Although he was violent and had a sadistic streak and was a raging, Peter Lacy was the great love of Francis Bacon. And, now a 1962 portrait of Bacon’s love could fetch $40 million when goes on sale on 14 May 2013 in New York Sotheby’s Contemporary Art Evening Auction. The oil on canvas “Study for a Portrait of P.L.” is considered one of Bacon’s most significant works and had not been seen in public since 1972. With an estimated price of $30 – 40 million, it will be shown in Sotheby’s New Bond Street galleries in London from 12 – 16 April and in New York beginning 3 May.
“We are incredibly excited about this sale,” said Barker, the auction house’s senior international specialist in contemporary art. “Not only because Francis Bacon is, commercially speaking, arguably the most enticing artist of the current time. But to have a painting of this importance and of an iconic figure in Bacon’s own personal life is a wonderfully poetic combination.”
The painting in blue, green and black depicts Lacy seated on a bench holding a glass of wine. Despite inspired by their fiery relationship, this painting is furthered tinged with poignant, as Bacon created it only a few months after Lacy’s alcohol-related death in 1962. The artist heard the sad news on the opening day of the 1962 Tate retrospective dedicated to him at the same time he was receiving telegrams of praise and congratulations. That was something eerily replicated in 1971 when he learned of the suicide of his next great love and muse, George Dyer, at the opening of his big show at the Grand Palais in Paris.
The record for a Bacon work sold at auction is $86.3 million, which was set at Sotheby’s in New York in 2008 for “Triptych, 1976,” a work based on Ancient Greek mythology and the legend of Prometheus.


Output the entries verbatim, including every line.

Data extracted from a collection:
- - -

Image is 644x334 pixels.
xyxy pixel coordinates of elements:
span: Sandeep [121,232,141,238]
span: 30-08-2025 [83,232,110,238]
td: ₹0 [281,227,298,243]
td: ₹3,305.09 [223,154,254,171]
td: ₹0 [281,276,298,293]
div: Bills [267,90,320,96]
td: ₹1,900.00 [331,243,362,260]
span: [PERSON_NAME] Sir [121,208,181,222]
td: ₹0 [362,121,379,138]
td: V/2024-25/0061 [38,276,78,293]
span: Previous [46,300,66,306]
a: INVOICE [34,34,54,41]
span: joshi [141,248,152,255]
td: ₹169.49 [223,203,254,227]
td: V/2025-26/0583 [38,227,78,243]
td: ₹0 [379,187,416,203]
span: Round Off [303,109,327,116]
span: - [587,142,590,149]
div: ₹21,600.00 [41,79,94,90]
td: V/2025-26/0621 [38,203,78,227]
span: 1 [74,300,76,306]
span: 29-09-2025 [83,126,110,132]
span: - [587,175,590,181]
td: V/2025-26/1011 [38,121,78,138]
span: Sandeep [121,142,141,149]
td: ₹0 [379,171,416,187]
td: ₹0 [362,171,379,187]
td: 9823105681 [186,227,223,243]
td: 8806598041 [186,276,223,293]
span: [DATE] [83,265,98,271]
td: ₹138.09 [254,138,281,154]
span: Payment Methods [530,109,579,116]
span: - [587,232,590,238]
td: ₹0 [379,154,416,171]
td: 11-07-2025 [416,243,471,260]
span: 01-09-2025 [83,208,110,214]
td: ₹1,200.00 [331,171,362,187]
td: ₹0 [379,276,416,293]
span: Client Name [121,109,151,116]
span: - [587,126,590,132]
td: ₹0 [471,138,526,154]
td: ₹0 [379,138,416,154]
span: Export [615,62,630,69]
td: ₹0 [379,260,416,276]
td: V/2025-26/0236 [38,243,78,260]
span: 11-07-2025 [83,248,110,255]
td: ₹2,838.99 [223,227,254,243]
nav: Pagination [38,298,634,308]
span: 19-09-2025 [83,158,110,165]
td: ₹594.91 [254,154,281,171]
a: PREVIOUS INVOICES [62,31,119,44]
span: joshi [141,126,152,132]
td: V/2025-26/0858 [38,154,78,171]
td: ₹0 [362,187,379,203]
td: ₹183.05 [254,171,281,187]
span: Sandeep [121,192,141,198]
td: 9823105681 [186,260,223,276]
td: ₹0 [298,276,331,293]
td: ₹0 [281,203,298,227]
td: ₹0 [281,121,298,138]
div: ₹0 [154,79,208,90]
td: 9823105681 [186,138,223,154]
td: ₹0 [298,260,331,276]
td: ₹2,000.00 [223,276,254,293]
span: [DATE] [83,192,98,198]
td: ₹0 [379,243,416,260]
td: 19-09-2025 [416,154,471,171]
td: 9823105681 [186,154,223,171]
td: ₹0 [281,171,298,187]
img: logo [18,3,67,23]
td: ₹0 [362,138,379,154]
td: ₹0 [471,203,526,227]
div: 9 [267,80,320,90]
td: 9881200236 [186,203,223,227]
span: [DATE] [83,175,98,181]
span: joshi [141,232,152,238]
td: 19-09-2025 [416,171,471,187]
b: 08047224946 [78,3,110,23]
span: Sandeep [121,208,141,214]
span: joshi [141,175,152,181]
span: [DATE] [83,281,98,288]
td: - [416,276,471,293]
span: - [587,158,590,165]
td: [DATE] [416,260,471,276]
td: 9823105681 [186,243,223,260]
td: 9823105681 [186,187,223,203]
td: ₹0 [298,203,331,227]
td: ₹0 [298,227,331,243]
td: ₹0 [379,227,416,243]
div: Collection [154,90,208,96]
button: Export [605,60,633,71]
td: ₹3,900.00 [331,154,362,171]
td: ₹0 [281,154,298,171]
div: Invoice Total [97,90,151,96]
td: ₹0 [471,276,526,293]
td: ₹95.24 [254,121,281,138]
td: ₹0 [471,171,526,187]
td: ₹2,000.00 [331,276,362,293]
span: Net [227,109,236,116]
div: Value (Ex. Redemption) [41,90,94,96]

- - -

## Answer
Image is 644x334 pixels.
xyxy pixel coordinates of elements:
span: Sandeep [121,232,141,238]
span: 30-08-2025 [83,232,110,238]
td: ₹0 [281,227,298,243]
td: ₹3,305.09 [223,154,254,171]
td: ₹0 [281,276,298,293]
div: Bills [267,90,320,96]
td: ₹1,900.00 [331,243,362,260]
span: [PERSON_NAME] Sir [121,208,181,222]
td: ₹0 [362,121,379,138]
td: V/2024-25/0061 [38,276,78,293]
span: Previous [46,300,66,306]
a: INVOICE [34,34,54,41]
span: joshi [141,248,152,255]
td: ₹169.49 [223,203,254,227]
td: V/2025-26/0583 [38,227,78,243]
td: ₹0 [379,187,416,203]
span: Round Off [303,109,327,116]
span: - [587,142,590,149]
div: ₹21,600.00 [41,79,94,90]
td: V/2025-26/0621 [38,203,78,227]
span: 1 [74,300,76,306]
span: 29-09-2025 [83,126,110,132]
span: - [587,175,590,181]
td: V/2025-26/1011 [38,121,78,138]
span: Sandeep [121,142,141,149]
td: ₹0 [379,171,416,187]
td: ₹0 [362,171,379,187]
td: 9823105681 [186,227,223,243]
td: 8806598041 [186,276,223,293]
span: [DATE] [83,265,98,271]
td: ₹138.09 [254,138,281,154]
span: Payment Methods [530,109,579,116]
span: - [587,232,590,238]
td: ₹0 [379,154,416,171]
td: 11-07-2025 [416,243,471,260]
span: 01-09-2025 [83,208,110,214]
td: ₹1,200.00 [331,171,362,187]
td: ₹0 [379,276,416,293]
span: Client Name [121,109,151,116]
span: - [587,126,590,132]
td: ₹0 [471,138,526,154]
td: ₹0 [379,138,416,154]
span: Export [615,62,630,69]
td: ₹0 [379,260,416,276]
td: V/2025-26/0236 [38,243,78,260]
span: 11-07-2025 [83,248,110,255]
td: ₹2,838.99 [223,227,254,243]
nav: Pagination [38,298,634,308]
span: 19-09-2025 [83,158,110,165]
td: ₹594.91 [254,154,281,171]
a: PREVIOUS INVOICES [62,31,119,44]
span: joshi [141,126,152,132]
td: V/2025-26/0858 [38,154,78,171]
td: ₹0 [362,187,379,203]
td: ₹183.05 [254,171,281,187]
span: Sandeep [121,192,141,198]
td: 9823105681 [186,260,223,276]
td: ₹0 [298,276,331,293]
td: ₹0 [281,203,298,227]
td: ₹0 [281,121,298,138]
div: ₹0 [154,79,208,90]
td: 9823105681 [186,138,223,154]
td: ₹0 [298,260,331,276]
td: ₹2,000.00 [223,276,254,293]
span: [DATE] [83,192,98,198]
td: ₹0 [379,243,416,260]
td: 19-09-2025 [416,154,471,171]
td: 9823105681 [186,154,223,171]
td: ₹0 [281,171,298,187]
img: logo [18,3,67,23]
td: ₹0 [362,138,379,154]
td: ₹0 [471,203,526,227]
div: 9 [267,80,320,90]
td: 9881200236 [186,203,223,227]
span: [DATE] [83,175,98,181]
span: joshi [141,232,152,238]
td: 19-09-2025 [416,171,471,187]
b: 08047224946 [78,3,110,23]
span: Sandeep [121,208,141,214]
span: joshi [141,175,152,181]
span: [DATE] [83,281,98,288]
td: - [416,276,471,293]
span: - [587,158,590,165]
td: [DATE] [416,260,471,276]
td: 9823105681 [186,243,223,260]
td: 9823105681 [186,187,223,203]
td: ₹0 [298,203,331,227]
td: ₹0 [298,227,331,243]
td: ₹0 [379,227,416,243]
div: Collection [154,90,208,96]
button: Export [605,60,633,71]
td: ₹3,900.00 [331,154,362,171]
td: ₹0 [281,154,298,171]
div: Invoice Total [97,90,151,96]
td: ₹0 [471,276,526,293]
td: ₹95.24 [254,121,281,138]
td: ₹0 [471,171,526,187]
td: ₹2,000.00 [331,276,362,293]
span: Net [227,109,236,116]
div: Value (Ex. Redemption) [41,90,94,96]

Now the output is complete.